No Smoking Day, founded originally on Ash Wednesday, was subsequently fixed on the second Wednesday in March. Lent is not perceived as being such an attractive opportunity to break the habit as New Year's Day or Budget day.

Sir Jimmy Savile, who gave up Havana cigars last year, had some sympathy with those who thought Lent was too long.

"I don't think Christ needed 40 days in the desert. A long weekend would have done. It would have made it a lot easier," he said.

"When we were children, we would all put our sweets in a jar during Lent.

"You could see them all inside. At the end of Lent we would eat the lot and make ourselves sick."

Victoria Gillick, anti-abortion campaigner and mother of 10, said she gave up coffee. All the family continue the tradition of giving up something they particularly liked.

"My husband gives up all alcohol," she said. "If you like a glass of wine with a meal, that's a great suffering.

"I am sure that Lent is being less observed.

"People may have been baptised but they do not have a religious sense and have not been introduced to it."

"The whole ethos today is instant gratification," said Dr Geoffrey Scobie, senior lecturer in psychology at Glasgow University.

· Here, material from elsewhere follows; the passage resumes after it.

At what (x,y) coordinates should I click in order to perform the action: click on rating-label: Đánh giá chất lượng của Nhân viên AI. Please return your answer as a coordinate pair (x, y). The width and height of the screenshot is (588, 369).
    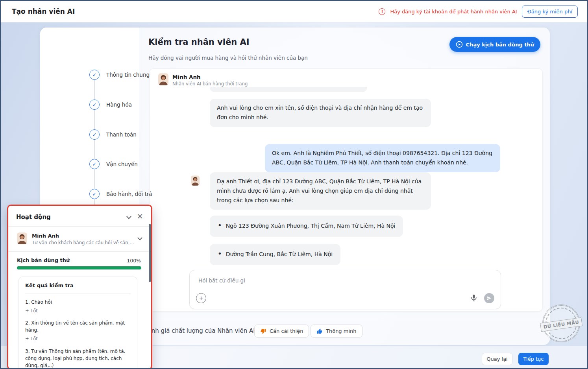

"The point of anything that is taking place over a long period is difficult for us to justify."

A second factor in the weakening of Lent's customs is that society is much less religious so that the theological understanding of the purpose of sacrifice is missing.

"A lot of these rituals have become meaningless and are in danger of disappearing," Dr Scobie said.

"People are saying `Why 40 days and not 39 or 38?'."

But one of Britain's most prominent Catholics, Lord Longford, still takes it very seriously, said his daughter, the writer Antonia Fraser.

"I said to my mother last year that I hoped that he wasn't going to give up white wine," she said.

"He is in his 90th year and I thought he needed the petrol. In the end he gave up marmalade."